By Tom Dodge, KERA 90.1 commentator
Dallas, TX – Science is providing Americans with the leisure comparable to Roman life at its most decadent. You've seen their statuary: the Romans were so fat they had to wear those enormous gowns they called togas to cover their protuberances. They lay around like slugs on reclining couches, and the only energy they expended was when they ordered their slaves to bring them more food.
We have slaves, too, though they aren't Greek or Ethiopian. Our slaves are called remote controls. They change our TV stations, open our car doors and our garage doors, and so on. They fly spy planes over whatever country we're planning to bomb next. Remote controls are making us fat, lazy, and stupid, and in some ways, obsolete. But the worst thing they do is click the romance out of our lives.
When I was little boy, my dream was to be an engineer on the railroad. Later on, I was able to become a fireman for the Texas and Pacific Railroad in Fort Worth. That life was derailed in 1965 when the last of the firemen were phased out. Diesel locomotives in the late 1940's had made obsolete their job of operating the gauges that controlled the flow of oil into the fireboxes that heated the boilers of the old steam locomotives. Before this, firemen actually shoveled coal or wood into the fireboxes.
Firemen hung on during the oil-burning days but by the time I came along, their primary job was passing signals from the switchmen to the engineer when the switchmen were on the opposite side of the train. Other times we ran the engines when the engineer got tired.
Also about this time cabooses, started disappearing at the end of long freight trains. If you look carefully at the rear of the final car, you will see a small box. This bit of scientific progress eliminated many brakemen and switchmen jobs.
Because of these scientific advancements, I lost all hope of ever being an engineer.
Now, that romantic dream is fading for all other young boys who lie awake in their beds and hear the train whistle wailing and the train clattering by, out there in the night.
The dream is not completely defunct yet, despite philosopher Marshall McLuen's observation that we see life only through the rear-view mirror. ut the reality is that remote controls have already replaced the engineer on switch engines in the Union Pacific switchyards of North Texas. A switchman on the ground with a remote control switches all the boxcars with no one at all in the cab. Engineers still run freight and passenger trains on the main line but, if McLuen is correct, engineers no longer exist at all on the big bosses' planning boards.
It's safer and cheaper to do it this way. The Union Pacific has been able to cut 600 jobs. Accidents and injuries are down considerably and so, I'm sure, are arguments, with no hoghead around to express his opinion about where the cars ought to go. The switchman can even blow the whistle by remote.
Tony Hartzel, the transportation editor for the Dallas Morning News, and I'm proud to say, one of my former students, wrote a news story about railroad by remote control. "It's a couch potato's dream," he wrote.
Some dream.
Tom Dodge is a writer from Midlothian.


> _Task_: Copy out each line of the data below in which "legend" appears.
=-=-=
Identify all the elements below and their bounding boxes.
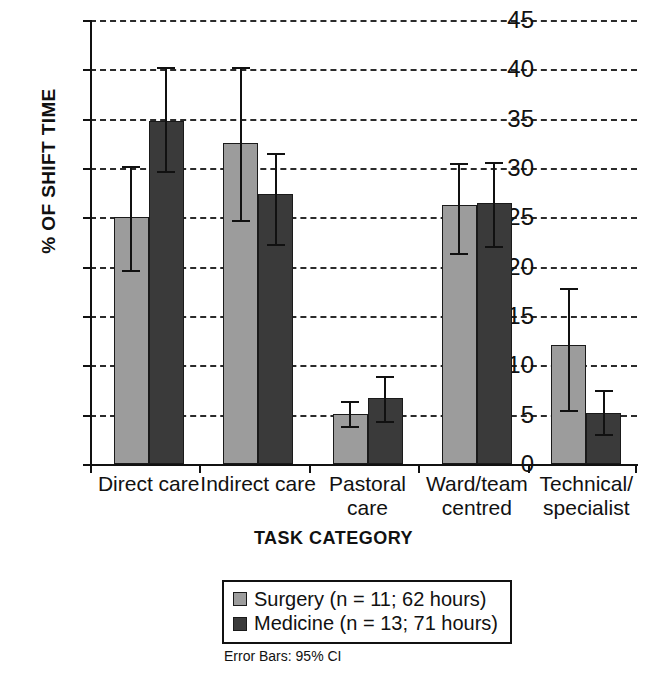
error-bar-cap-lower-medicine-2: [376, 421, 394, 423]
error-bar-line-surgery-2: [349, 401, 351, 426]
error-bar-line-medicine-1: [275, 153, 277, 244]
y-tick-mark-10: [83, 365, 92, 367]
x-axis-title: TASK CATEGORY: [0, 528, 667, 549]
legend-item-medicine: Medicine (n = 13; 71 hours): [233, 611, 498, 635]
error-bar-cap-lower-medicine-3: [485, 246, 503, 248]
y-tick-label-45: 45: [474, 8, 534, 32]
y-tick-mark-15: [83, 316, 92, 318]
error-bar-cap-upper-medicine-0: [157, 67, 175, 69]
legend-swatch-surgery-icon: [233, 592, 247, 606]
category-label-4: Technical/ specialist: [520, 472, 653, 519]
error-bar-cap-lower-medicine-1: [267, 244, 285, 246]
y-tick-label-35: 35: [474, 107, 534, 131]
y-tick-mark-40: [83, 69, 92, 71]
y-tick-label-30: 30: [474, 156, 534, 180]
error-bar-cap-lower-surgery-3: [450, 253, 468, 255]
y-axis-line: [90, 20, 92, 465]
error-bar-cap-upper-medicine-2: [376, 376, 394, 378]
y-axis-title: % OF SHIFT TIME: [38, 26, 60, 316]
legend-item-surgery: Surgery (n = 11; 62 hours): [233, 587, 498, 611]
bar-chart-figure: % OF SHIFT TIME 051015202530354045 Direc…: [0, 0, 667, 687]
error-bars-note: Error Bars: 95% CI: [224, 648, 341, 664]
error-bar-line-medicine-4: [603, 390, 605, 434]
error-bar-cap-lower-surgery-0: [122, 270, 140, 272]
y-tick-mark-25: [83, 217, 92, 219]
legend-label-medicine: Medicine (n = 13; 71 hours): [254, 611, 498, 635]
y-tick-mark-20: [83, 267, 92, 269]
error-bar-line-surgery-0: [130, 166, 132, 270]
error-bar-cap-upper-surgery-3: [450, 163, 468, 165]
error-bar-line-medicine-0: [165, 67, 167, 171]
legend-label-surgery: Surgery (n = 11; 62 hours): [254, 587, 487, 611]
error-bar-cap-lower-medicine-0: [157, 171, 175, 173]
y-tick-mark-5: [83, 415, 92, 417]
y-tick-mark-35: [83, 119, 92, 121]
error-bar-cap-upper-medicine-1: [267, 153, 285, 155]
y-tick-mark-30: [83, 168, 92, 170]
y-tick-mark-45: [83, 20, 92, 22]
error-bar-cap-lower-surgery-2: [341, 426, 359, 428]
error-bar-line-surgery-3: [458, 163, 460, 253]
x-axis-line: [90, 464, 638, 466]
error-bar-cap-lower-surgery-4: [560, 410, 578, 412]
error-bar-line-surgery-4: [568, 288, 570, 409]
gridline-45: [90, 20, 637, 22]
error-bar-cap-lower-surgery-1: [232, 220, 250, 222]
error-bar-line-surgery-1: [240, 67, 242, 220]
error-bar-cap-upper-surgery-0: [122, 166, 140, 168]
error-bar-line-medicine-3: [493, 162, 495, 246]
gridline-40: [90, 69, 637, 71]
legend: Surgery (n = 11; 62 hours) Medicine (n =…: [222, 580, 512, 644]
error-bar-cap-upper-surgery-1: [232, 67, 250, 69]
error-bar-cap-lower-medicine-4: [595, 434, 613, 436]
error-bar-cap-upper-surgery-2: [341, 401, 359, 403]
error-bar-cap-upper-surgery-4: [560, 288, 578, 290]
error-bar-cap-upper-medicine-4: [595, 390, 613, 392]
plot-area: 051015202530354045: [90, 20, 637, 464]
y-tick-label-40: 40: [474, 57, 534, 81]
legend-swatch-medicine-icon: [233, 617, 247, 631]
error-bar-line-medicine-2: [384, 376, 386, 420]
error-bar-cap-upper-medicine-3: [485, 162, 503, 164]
=-=-=
> _Answer to this exercise_:
legend-item-medicine: Medicine (n = 13; 71 hours): [233, 611, 498, 635]
legend-swatch-surgery-icon: [233, 592, 247, 606]
legend-item-surgery: Surgery (n = 11; 62 hours): [233, 587, 498, 611]
legend-label-medicine: Medicine (n = 13; 71 hours): [254, 611, 498, 635]
legend-label-surgery: Surgery (n = 11; 62 hours): [254, 587, 487, 611]
legend: Surgery (n = 11; 62 hours) Medicine (n =…: [222, 580, 512, 644]
legend-swatch-medicine-icon: [233, 617, 247, 631]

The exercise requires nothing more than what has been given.